Confessional Poetry

In Loosen the Fetters of Thy Tongue, Woman: The Poetry and Poetics of Yona Wallach (Hebrew Union College Press, $39.95), Zafrira Lidovsky Cohen wrestles with some of the most intricate and provocative poetry crafted in modern Hebrew. Yona Wallach (1944-1985) came of age as poetic revolutionaries of the 1950s and 1960s sought to create a more personal, informal poetry that utilized vernacular Hebrew and resonated with reality. In Cohen’s account, Wallach was both part of that trend and not, departing from it by dipping into the visions, dreams, and fantasies of her own mind. This recognition of the unconscious both as a component of the self and an inspiration for poetry resulted in ground-breaking confessional poetry.

Characterized by “a blend of mysticism and madness,” Wallach’s poetry resists easy interpretation. Cohen takes a rigorous formalist approach to the oeuvre, meticulously decoding the symbols and references dotting her poetic landscapes. Her attention to linguistic nuance reveals the ways in which Wallach subverts the structure of the Hebrew language. In a well-known poem entitled “Hebrew,” for instance, Wallach declares that “Hebrew is a sex-maniac” because the gender distinction in the language reflects and reinforces the perceived sexist bias of Jewish society. Cohen, an associate professor of Hebrew at Stern College for Women, argues that Wallach’s feminist project is to deconstruct male/female dichotomies and reconsider human identity.
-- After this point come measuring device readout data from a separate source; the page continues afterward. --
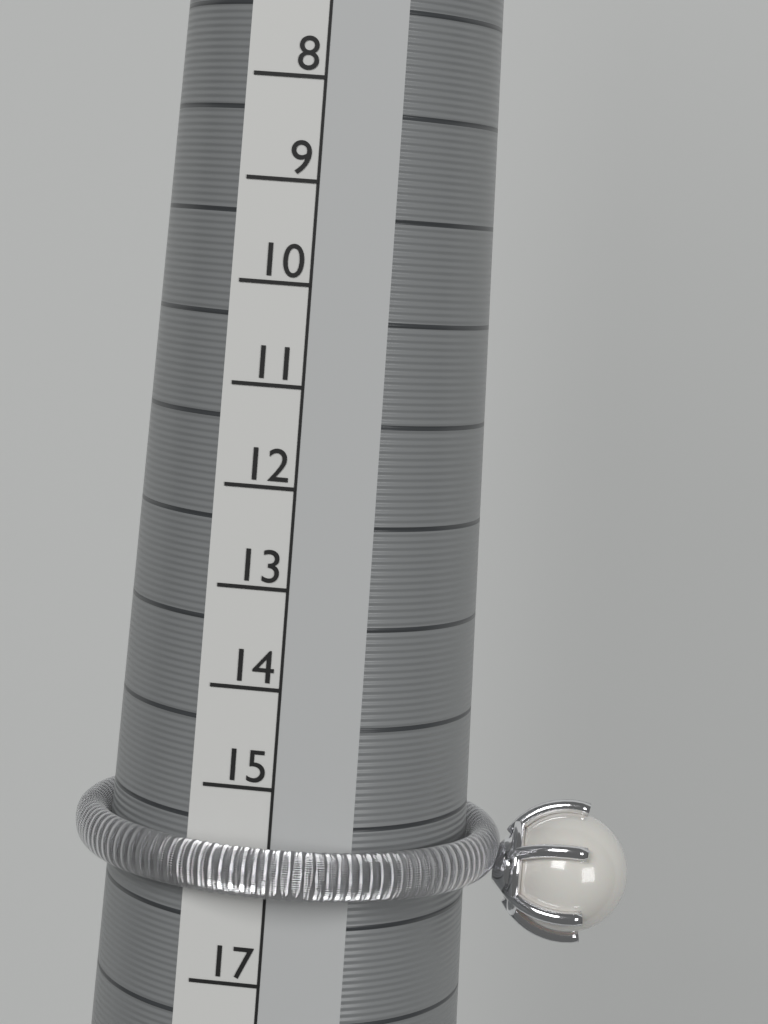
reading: 16 (no unit)
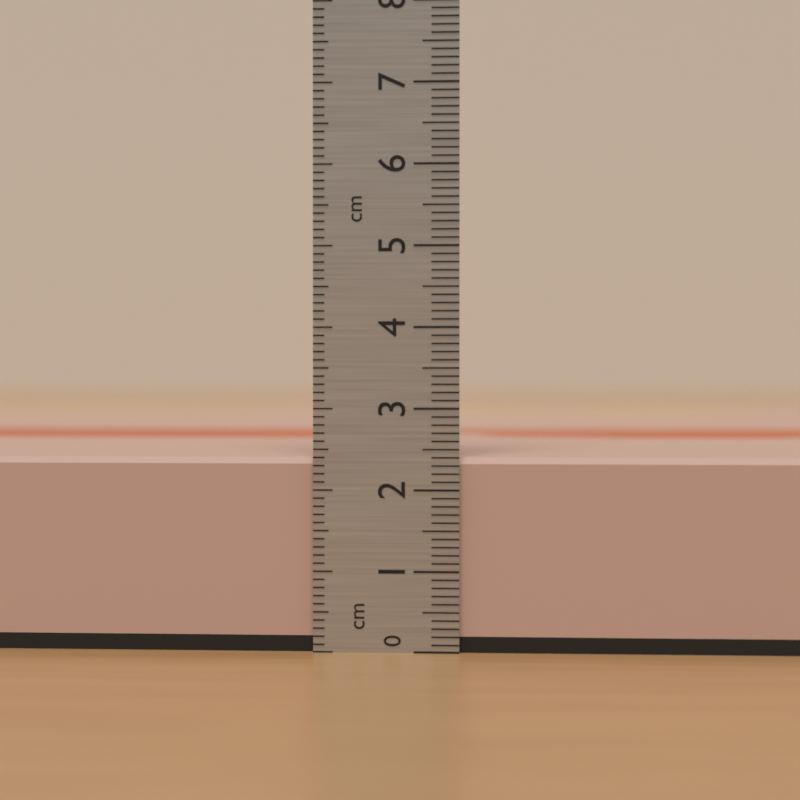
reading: 2.4 cm
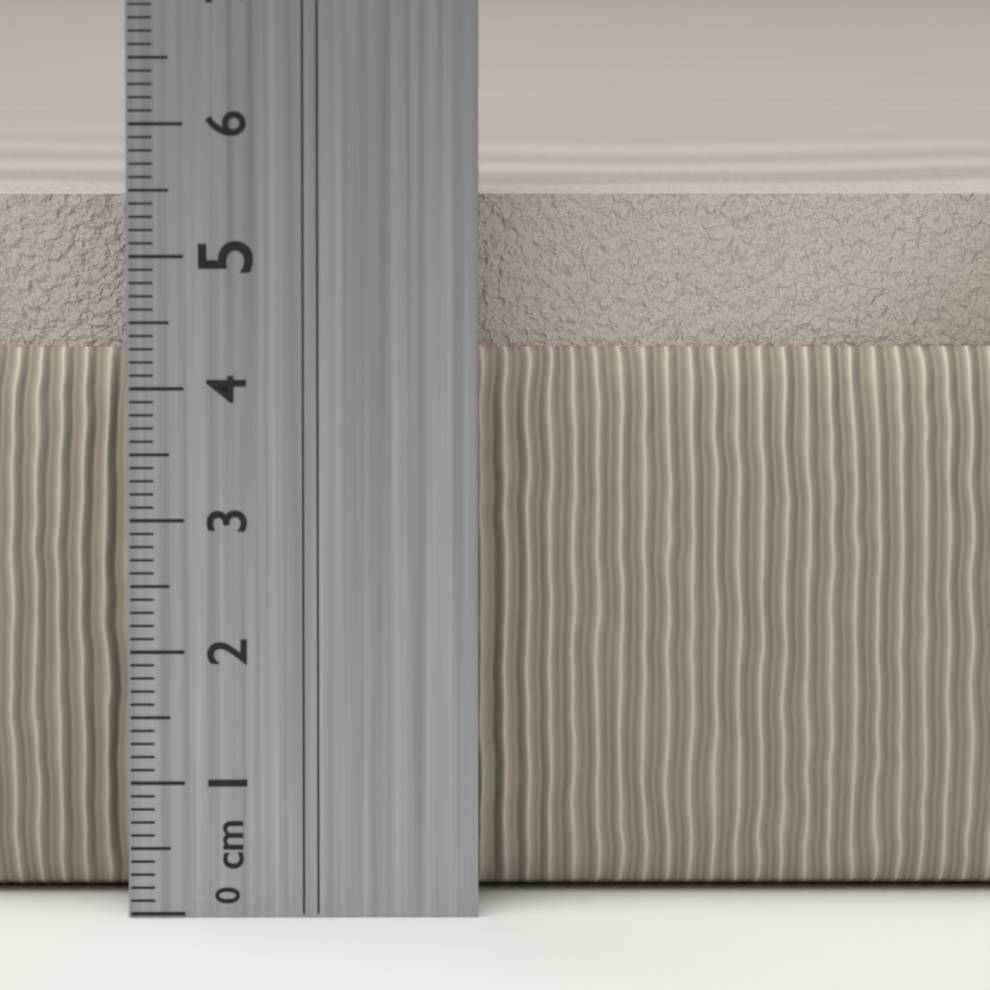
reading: 5.4 cm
Indeed, one of Wallach’s crucial contributions is the uncompromising honesty with which she renders sexual power dynamics in such poems as her “When you come to sleep with me” series and “Tefilin.” More daringly than any female Hebrew writer before her, Cohen suggests, “Wallach employs the erotic imagination as an explosive poetic tool not merely to confront women’s realities but primarily to examine the ways in which the world can be truly different.”

Hannah Pressman is working on her Ph.D. in Modern Hebrew Literature at New York University.